FROM events.${initialTable}
WHERE DATE(created_at) = ?
on conflict do nothing
`,
[standardFormatDate]
);

console.time(`Inserted data for ${standardFormatDate}`);
await query;
console.timeEnd(`Inserted data for ${standardFormatDate}`);

// Calculate the days left to insert
const left = terminationDate - Number(day);
const remainingDays = Math.ceil(left / (1000 * 60 * 60 * 24));
console.log(`Inserted data for ${standardFormatDate}. ${remainingDays} day(s) left to insert.`);

// Save progress to the JSON file
fs.writeFileSync('progress.json', JSON.stringify(standardFormatDate));

//log initial table count and target table count every 10 days
if (remainingDays % 10 === 0) {
const finalTableCount = await getClient().table(`events.${finalTable}`).count('*');
console.log({initialTableCount, finalTableCount});
}
} catch (err) {
console.error(`Failed to handle day ${day.toISOString()}. Error: ${err.message}`);
// You can rethrow if the error must stop the execution
// throw err;
}
}

const finalTableCount = await getClient().table(`events.${finalTable}`).count('*');
console.log('Process completed!', {initialTableCount, finalTableCount});
};
  1. Our task is to move data from an initial ‘events’ table to a final ‘events_partitioned_by_date’ table where the data is partitioned by date.
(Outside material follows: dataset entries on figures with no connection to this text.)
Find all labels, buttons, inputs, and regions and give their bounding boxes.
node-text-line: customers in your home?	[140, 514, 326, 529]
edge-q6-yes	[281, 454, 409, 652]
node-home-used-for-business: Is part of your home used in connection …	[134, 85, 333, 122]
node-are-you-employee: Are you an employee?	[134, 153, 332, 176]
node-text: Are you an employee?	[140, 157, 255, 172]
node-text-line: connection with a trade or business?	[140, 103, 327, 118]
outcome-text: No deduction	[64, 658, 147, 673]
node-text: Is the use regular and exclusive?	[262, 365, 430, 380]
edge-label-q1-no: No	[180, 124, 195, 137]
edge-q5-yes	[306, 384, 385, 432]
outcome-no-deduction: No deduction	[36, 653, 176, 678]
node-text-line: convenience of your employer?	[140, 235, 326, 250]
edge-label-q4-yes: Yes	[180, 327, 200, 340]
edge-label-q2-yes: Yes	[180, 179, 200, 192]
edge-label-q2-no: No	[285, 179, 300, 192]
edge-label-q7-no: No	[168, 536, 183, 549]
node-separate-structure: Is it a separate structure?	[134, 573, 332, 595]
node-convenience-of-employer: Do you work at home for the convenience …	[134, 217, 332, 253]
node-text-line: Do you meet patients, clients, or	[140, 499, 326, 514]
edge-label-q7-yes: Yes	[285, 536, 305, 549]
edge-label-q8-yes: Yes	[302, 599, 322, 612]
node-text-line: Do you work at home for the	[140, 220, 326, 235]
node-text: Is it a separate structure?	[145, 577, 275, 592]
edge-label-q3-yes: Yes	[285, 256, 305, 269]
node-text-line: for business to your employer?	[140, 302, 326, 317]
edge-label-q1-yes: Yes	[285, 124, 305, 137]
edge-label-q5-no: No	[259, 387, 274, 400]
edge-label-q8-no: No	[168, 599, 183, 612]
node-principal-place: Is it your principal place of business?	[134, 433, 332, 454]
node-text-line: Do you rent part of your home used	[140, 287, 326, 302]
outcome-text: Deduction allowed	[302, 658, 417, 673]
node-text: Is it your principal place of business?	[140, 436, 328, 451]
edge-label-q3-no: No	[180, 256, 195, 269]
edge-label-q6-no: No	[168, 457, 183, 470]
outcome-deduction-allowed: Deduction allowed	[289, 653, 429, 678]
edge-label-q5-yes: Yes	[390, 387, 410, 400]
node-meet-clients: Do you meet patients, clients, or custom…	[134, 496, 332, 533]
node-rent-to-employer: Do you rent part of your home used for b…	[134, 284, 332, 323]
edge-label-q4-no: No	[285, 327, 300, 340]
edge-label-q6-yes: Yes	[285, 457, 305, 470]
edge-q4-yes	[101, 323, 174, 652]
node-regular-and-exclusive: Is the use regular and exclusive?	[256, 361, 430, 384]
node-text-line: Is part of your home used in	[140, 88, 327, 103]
We employ the use of the Knex.js library and the ‘@shelf/rds’ module, which is a powerful SQL builder, to interact with the database and facilitate this task.
  2. The initial part of the move()function calculates the range of data you have to work with, defined by startCreationDate and endCreationDate. These represent the earliest and the latest dates we have records for in the database, respectively.
  3. One important feature of this script is its progress tracking. This takes place in a try-catch block where it tries to read a file progress.json. If the file exists, it gets the date where the script last left off and continues from that date onward. If the file doesn’t exist, we start the process from the very startCreationDate ones that were acquired before.
  4. A loop runs for each day within the range from your progress to the termination date, which is defined as two days in the future from the time of script execution.
  5. Within the loop, construct a daily data partitioning query to move the data from the initial ‘events’ table to the final ‘events_partitioned_by_date’ table. In this query, we select our desired columns from the initial table and insert them into the final table. Noteworthy is our use of the ON_CONFLICT clause to avoid inserting duplicated data into the final table.
  6. After each day’s operation, the script logs the remaining days left to process, thereby providing a rough estimate of the script’s completion time. The script then updates progress.json with the current date (as ‘day’), ensuring that progress is saved after every day’s operation. This allows the script to be re-run from this point if it is halted or interrupted for any reason.
  7. To keep an eye on the data count in both tables and to make sure that the migration is going well, every 10 days it logs the count of records in both the initial table and the final table. This is followed by a similar logging exercise once the script completes its execution.

The exception handling within the loop ensures that if any day’s operation fails due to an error, the script just logs the error message and moves on to the next day. This is crucial for keeping the script running even in the face of unexpected errors.

Conclusions

As was tested on production this script did not increase the CPU and RAM by more than 10–15% but it took about 10 hours to complete. I think It was worth it since minor pressure was put on the database. Consequently, the whole team could work productively without worrying something would fall off or degrade users' experience.

Hope your migrations won't put any stress on you 🙃Have a great day!